Every 8 years, swarms of centipede trains stop in Japan. Scientists finally know why

Every eight years during the fall, a plague of centipedes swarms train lines in mountainous Japan, earning them the nickname ‘train centipedes’.

These small animals (about 3 cm or 1.18 inches long), which play a major role in nitrogen in the larch forests of Japan, have forced trains to stop.

So far, scientists have not been entirely sure what makes them swarm with such peculiar regularity, but a 50-year research project has finally confirmed that the species – Parafontaria laminata armigera (P. la) – exists in a rare life cycle of eight years.

This confirmation is incredibly exciting, as cicadas are the only other known time animals that last that long.

“This centipede needs seven years from egg to adulthood and another year for ripening,” the team wrote in their new article.

“So the eight-year periodicity of P. la was confirmed by tracing the complete life history of eggs to adults in two different places. ‘

We do not know why cicadas emerge at intervals of 13 and 17 years, but thanks to incredible research we understand the life cycle of the train millipedes of eight years.

cover image 002The train is teeming with millipedes. (Keiko Niijima)

Lead author and government ecologist Keiko Niijima first made observations in these millipedes in 1972, and two main sites were surveyed between one and five times a year for many of the years between 2016 and 2016.

It was quite an operation, and when they arrived at the two sites at Mt. Yatsu and Yanagisawa, the work was not very easy and fast either.

“The soil to a depth of 0–5 cm was excavated, spread on a polyethylene sheet and the millipedes on the sheet were collected using pliers or an aspirator,” the researchers explain.

“Then the same procedure was repeated for depths of 5-10, 10-15 and 15-20 cm.”

When they collected the millipedes they found, they discovered that the millipedes had seven growth stages (called instars), all of which stay in the ground and hibernate in winter and then melt in summer.

“The train millipedes undertake a moult annually in the summer and have seven larval instars,” the researchers write.

“They become adults by the eighth moult after eight years from egg laying.”

millipede train swarm image 1 (K. Niijima)

Then the adults swarm to the surface in September and October, and they sometimes travel up to 50 meters to get fresh before sleeping during the winter, and copy again in late spring.

By August, the females had laid 400 to 1,000 eggs and the adults were all dead – ready for another eight years.

As with cicadas, the eight years of the millipede are not everywhere together.

The team suspects that there are seven hatcheries in the mountainous region of Central Japan that have completed their life cycle each in different years. That being said, they do not move much, and therefore a specific train line will have the same problem every eight to 16 years.

If we look at historical records dating back to the 1910s, the researchers were able to attribute almost every reported millipede to one of the seven broods.

“We have shown that there is a periodic millipede, a new addition to periodic organisms with long life cycles: periodic cicadas, bamboo and some plants in the genus Strobilanthes, “writes the team.

Parafontaria laminata armigera is the first record of periodic arthropod non-insects. ‘

With arthropods and insects making up a large percentage of all animals on earth, and only a fifth being identified or named, there will likely still be very long periodic life cycles.

All we have to do is find them.

The research was published in Royal Society Open Science.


Only the lines from the "Annotate this image: element" line through the last line of the material below belong in the answer, reproduced exactly and with no pictures.

(Provided material begins)

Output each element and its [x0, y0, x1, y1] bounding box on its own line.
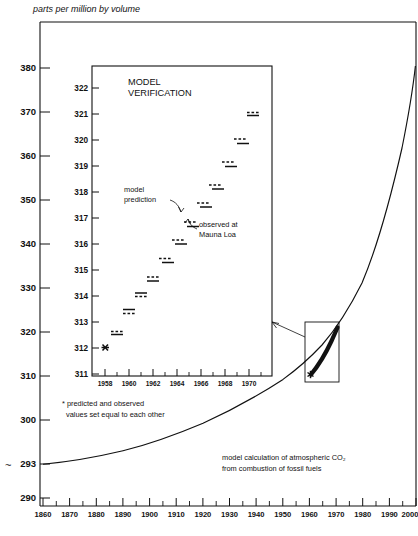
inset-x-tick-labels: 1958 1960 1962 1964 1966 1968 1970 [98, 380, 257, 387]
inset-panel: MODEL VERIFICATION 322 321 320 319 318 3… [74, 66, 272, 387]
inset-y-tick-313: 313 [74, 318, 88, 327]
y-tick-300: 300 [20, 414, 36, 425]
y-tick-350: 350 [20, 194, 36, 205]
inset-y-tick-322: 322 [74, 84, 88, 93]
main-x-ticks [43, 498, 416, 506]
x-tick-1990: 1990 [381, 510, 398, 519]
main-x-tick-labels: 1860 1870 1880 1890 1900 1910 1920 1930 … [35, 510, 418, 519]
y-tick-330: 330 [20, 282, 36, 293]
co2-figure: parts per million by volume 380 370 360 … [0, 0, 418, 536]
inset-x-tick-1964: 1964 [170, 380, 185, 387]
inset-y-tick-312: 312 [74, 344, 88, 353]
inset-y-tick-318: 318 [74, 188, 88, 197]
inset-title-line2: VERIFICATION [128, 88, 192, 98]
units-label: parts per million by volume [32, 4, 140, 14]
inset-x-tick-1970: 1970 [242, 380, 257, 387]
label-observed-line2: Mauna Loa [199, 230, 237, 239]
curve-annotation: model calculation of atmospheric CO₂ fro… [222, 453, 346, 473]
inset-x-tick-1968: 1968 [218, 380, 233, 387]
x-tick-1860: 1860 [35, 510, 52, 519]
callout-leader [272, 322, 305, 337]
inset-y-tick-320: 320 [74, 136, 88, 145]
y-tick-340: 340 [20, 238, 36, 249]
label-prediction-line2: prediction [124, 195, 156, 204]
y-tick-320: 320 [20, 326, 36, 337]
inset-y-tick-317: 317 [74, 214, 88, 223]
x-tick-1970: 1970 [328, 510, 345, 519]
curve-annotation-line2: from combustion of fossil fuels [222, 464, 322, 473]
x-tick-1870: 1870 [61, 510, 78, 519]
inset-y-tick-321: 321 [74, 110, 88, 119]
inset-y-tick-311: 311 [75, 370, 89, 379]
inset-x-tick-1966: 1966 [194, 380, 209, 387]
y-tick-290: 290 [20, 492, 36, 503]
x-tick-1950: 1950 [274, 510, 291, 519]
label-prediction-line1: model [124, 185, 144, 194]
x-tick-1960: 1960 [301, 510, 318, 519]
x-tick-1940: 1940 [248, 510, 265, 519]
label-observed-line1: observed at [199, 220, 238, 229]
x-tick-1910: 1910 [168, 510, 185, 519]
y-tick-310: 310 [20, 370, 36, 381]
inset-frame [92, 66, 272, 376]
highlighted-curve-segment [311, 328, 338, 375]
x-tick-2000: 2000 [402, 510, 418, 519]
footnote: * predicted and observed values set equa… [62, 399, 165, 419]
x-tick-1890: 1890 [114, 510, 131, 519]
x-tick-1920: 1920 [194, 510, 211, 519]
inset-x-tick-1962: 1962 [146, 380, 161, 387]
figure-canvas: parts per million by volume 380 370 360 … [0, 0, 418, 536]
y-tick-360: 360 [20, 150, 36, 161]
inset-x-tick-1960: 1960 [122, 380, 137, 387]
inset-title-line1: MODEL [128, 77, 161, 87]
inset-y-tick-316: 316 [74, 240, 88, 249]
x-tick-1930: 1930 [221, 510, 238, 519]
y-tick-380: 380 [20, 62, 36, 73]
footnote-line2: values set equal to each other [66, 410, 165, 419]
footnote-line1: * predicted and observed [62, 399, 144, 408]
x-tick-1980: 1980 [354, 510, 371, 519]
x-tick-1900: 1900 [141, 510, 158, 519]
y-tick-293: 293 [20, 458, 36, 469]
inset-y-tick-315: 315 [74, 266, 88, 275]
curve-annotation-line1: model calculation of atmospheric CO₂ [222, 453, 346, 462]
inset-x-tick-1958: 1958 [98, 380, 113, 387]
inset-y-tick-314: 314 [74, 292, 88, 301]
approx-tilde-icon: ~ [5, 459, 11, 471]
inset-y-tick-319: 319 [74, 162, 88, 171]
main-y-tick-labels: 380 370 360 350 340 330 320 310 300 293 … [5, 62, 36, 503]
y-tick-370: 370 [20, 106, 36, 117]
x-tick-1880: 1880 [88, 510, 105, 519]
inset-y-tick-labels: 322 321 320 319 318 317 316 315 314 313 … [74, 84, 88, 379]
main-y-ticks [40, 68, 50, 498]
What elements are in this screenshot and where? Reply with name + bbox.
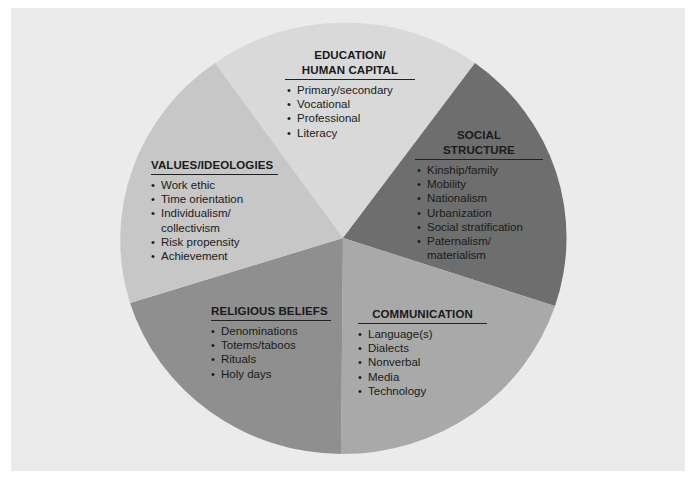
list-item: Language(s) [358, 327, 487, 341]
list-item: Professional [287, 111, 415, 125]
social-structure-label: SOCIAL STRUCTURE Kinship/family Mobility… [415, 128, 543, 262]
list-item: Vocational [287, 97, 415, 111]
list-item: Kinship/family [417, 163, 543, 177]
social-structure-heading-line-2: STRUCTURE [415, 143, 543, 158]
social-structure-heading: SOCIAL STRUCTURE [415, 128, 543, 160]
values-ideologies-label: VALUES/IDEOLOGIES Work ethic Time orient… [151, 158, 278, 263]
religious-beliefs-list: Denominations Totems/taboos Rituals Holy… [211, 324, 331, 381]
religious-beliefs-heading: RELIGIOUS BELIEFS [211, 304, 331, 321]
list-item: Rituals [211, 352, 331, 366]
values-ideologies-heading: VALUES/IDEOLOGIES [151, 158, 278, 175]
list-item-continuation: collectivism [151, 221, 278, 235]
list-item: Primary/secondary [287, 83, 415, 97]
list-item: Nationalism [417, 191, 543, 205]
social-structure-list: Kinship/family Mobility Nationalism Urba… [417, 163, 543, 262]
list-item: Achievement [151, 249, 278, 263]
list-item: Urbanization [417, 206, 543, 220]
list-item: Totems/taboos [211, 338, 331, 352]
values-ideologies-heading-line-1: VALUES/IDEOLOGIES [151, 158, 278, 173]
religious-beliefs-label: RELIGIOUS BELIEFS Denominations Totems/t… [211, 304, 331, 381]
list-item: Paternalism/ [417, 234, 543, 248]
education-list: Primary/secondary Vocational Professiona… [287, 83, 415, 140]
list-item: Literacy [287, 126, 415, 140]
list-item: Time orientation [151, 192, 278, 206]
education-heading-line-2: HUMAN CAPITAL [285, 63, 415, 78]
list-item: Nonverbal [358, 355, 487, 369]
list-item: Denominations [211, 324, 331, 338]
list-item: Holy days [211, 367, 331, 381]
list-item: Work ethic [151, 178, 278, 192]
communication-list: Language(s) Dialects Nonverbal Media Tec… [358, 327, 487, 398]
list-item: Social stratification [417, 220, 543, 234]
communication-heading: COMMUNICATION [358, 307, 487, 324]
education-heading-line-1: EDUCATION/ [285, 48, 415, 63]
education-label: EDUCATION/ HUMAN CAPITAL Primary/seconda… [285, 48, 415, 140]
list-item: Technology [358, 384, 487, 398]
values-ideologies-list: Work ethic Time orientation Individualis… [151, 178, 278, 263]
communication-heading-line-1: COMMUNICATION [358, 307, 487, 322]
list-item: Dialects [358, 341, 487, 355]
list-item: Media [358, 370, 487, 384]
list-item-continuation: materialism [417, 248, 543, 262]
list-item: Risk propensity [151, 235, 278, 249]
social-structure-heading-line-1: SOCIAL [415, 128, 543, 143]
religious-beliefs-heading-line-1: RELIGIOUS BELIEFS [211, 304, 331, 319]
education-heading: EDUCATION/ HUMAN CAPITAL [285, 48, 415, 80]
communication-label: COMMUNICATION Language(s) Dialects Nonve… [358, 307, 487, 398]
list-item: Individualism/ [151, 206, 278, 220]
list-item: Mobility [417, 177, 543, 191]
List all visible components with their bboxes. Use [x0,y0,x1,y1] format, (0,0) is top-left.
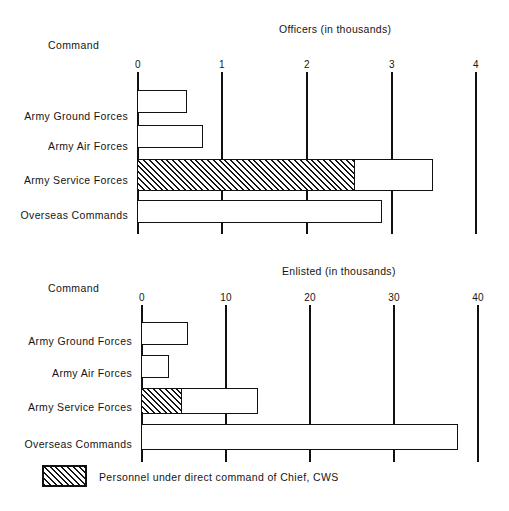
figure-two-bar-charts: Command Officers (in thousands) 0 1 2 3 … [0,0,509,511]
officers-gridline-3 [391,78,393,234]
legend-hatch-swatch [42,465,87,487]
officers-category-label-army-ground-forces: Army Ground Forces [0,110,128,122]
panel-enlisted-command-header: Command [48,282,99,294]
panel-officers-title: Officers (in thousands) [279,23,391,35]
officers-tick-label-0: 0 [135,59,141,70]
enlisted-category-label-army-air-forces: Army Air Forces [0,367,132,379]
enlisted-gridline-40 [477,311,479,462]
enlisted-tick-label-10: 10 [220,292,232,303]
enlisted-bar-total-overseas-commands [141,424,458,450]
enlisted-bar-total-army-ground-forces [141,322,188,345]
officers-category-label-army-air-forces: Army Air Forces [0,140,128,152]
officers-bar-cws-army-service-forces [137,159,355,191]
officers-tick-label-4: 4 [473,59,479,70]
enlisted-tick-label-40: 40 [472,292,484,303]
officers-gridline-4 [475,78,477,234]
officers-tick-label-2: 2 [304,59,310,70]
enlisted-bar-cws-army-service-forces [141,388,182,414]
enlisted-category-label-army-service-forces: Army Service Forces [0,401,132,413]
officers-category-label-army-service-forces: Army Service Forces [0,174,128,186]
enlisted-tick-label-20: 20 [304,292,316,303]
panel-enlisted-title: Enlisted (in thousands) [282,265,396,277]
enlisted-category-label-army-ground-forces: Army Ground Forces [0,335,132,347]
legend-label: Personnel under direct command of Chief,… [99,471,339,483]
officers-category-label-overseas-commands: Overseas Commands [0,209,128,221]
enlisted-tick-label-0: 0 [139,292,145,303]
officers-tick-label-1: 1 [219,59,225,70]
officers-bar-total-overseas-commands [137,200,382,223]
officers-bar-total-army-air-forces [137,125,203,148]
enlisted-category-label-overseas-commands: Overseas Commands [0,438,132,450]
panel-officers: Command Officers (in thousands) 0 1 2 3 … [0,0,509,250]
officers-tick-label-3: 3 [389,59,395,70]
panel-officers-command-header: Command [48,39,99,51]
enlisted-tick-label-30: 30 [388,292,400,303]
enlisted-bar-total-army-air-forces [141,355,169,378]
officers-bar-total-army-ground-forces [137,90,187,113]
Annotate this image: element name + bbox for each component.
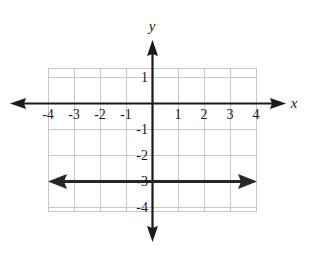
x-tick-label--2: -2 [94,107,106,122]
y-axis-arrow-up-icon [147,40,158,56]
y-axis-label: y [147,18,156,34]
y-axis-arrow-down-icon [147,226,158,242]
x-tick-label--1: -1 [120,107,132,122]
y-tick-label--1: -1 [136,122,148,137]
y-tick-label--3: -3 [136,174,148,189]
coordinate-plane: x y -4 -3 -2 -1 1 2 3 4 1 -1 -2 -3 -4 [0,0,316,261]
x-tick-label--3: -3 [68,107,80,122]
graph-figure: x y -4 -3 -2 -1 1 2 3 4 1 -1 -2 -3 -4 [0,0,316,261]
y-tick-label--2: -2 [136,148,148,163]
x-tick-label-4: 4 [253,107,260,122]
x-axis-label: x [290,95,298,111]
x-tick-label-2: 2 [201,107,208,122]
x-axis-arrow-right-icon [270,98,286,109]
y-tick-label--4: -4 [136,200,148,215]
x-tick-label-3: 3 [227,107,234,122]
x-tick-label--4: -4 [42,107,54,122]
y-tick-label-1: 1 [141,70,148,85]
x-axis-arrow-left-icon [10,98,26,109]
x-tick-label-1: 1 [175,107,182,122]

(Provided material ends)

Answer ▸
Annotate this image: element name + bbox for each component.
x-tick-label--2: -2 [94,107,106,122]
y-axis-arrow-up-icon [147,40,158,56]
y-axis-label: y [147,18,156,34]
y-axis-arrow-down-icon [147,226,158,242]
x-tick-label--1: -1 [120,107,132,122]
y-tick-label--1: -1 [136,122,148,137]
y-tick-label--3: -3 [136,174,148,189]
coordinate-plane: x y -4 -3 -2 -1 1 2 3 4 1 -1 -2 -3 -4 [0,0,316,261]
x-tick-label--3: -3 [68,107,80,122]
graph-figure: x y -4 -3 -2 -1 1 2 3 4 1 -1 -2 -3 -4 [0,0,316,261]
y-tick-label--2: -2 [136,148,148,163]
x-tick-label-4: 4 [253,107,260,122]
x-axis-label: x [290,95,298,111]
x-tick-label-2: 2 [201,107,208,122]
x-axis-arrow-right-icon [270,98,286,109]
y-tick-label--4: -4 [136,200,148,215]
x-tick-label-3: 3 [227,107,234,122]
x-tick-label--4: -4 [42,107,54,122]
y-tick-label-1: 1 [141,70,148,85]
x-axis-arrow-left-icon [10,98,26,109]
x-tick-label-1: 1 [175,107,182,122]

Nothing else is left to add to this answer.